Google has vowed to fight the EU’s threat to break up its ad business, setting the scene for an antitrust battle that could eventually rival its ongoing clash with the US justice department and state attorneys-general.
In a recent letter to EU watchdogs, Google warned it won’t accept attempts to force the company to sell its advertising technology arm, deemed by Margrethe Vestager, the bloc’s currently-on-leave antitrust chief, as the only viable way to restore competition.
Google is set to formally oppose the EU’s June statement of objections before the end of the year, said a person familiar with the content of the letter, who spoke on condition of anonymity.
Such a move could kick-start years of more legal wrangling with EU regulators who accused Google of favouring its own ad exchange programme over rivals, bolstering the company’s central role in the ad-tech supply chain.
In June, the EU said that it was concerned that Google’s allegedly intentional conduct in the ad-tech supply chain gives its own exchange — AdX — a competitive advantage that may have foreclosed rival ad exchanges, to the detriment of fair competition.
The EU case is a direct attack on the black box of online advertising where Google automatically calculates and offers ad space and prices to advertisers and publishers as a user clicks on a web page.
The European Commission didn’t immediately respond to a request for comment. A Google spokesman didn’t comment beyond referring to a previous blog post in which the company said that the EU’s complaint doesn’t “recognise how advanced advertising technology helps merchants reach customers and grow their businesses”.
Since the EU’s complaint, Vestager has taken temporary leave from the Brussels-based commission in order to pursue the role of president of the European Investment Bank.
A statement of objections sets out the EU’s findings and is usually — though not always — a precursor for fines or orders for companies to change their business practices. Firms on the receiving end can contest the filings in writing or at oral hearings. When the EU makes a final decision, companies can then sue the regulator.
Google has been in the EU’s cross-hairs for years. Vestager’s team has fined Google €8.3-billion in total, including for abuses of its dominance on its mobile operating system and its display advertising operations, all of which the company is appealing.
But the EU’s biggest and most recent case has been overshadowed by events in the US, where Google is being sued by the justice department and state attorneys-general in a case that could also result in the break-up of the 25-year-old company.
The US showdown focuses on agreements between the tech giant and other companies to make Google’s search engine the preselected option, or default, in browsers and mobile devices.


(EXERCISE GOAL): Report how many lines in the records carry the string "button", and give no further text.
::: TASK MATERIAL :::
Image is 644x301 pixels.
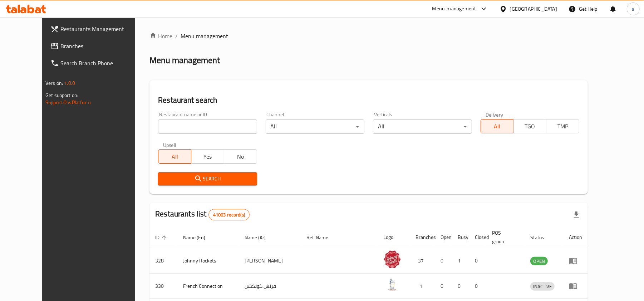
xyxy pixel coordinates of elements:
td: 0 [435,248,452,274]
button: Search [158,173,256,186]
label: Delivery [485,112,503,117]
td: 0 [435,274,452,299]
span: ID [155,233,169,242]
button: Yes [191,149,224,164]
a: Home [150,32,172,40]
th: Logo [377,227,410,248]
div: [GEOGRAPHIC_DATA] [510,5,557,13]
a: Support.OpsPlatform [45,98,91,107]
td: Johnny Rockets [177,248,239,274]
span: Branches [60,42,144,51]
span: Get support on: [45,91,79,100]
span: Search Branch Phone [60,59,144,68]
span: Yes [194,152,222,162]
div: Menu [569,282,582,291]
span: Status [531,233,554,242]
th: Closed [469,227,486,248]
span: TGO [516,121,544,132]
span: Name (Ar) [245,233,275,242]
span: Restaurants Management [60,25,144,33]
img: French Connection [384,276,401,293]
td: 330 [150,274,177,299]
td: 1 [410,274,435,299]
th: Action [563,227,588,248]
div: Export file [567,206,585,223]
span: INACTIVE [531,283,554,291]
span: Name (En) [183,233,215,242]
td: 1 [452,248,469,274]
span: Search [164,175,251,184]
li: / [175,32,178,40]
img: Johnny Rockets [384,250,401,268]
div: Menu [569,257,582,266]
button: TGO [513,119,546,134]
a: Restaurants Management [44,20,150,38]
td: 37 [410,248,435,274]
td: 328 [150,248,177,274]
button: No [224,149,257,164]
label: Upsell [163,143,176,147]
h2: Restaurants list [155,209,250,220]
div: Menu-management [432,5,477,13]
td: فرنش كونكشن [239,274,301,299]
span: Menu management [180,32,228,40]
span: All [161,152,189,162]
span: 1.0.0 [64,78,75,88]
nav: breadcrumb [150,32,588,40]
th: Open [435,227,452,248]
span: All [484,121,511,132]
span: Ref. Name [307,233,338,242]
a: Search Branch Phone [44,55,150,72]
td: French Connection [177,274,239,299]
div: All [266,119,364,134]
span: s [632,5,634,13]
div: All [373,119,472,134]
span: Version: [45,78,63,88]
a: Branches [44,38,150,55]
button: All [158,149,191,164]
button: All [481,119,514,134]
h2: Menu management [150,55,220,66]
td: 0 [469,274,486,299]
span: OPEN [531,257,548,266]
span: TMP [549,121,576,132]
h2: Restaurant search [158,95,579,106]
button: TMP [546,119,579,134]
td: [PERSON_NAME] [239,248,301,274]
th: Busy [452,227,469,248]
input: Search for restaurant name or ID.. [158,119,256,134]
td: 0 [452,274,469,299]
td: 0 [469,248,486,274]
th: Branches [410,227,435,248]
span: POS group [492,229,516,246]
div: Total records count [209,209,250,220]
span: 41003 record(s) [209,212,250,218]
span: No [227,152,254,162]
:::
(RESULT FOR THIS EXERCISE): 7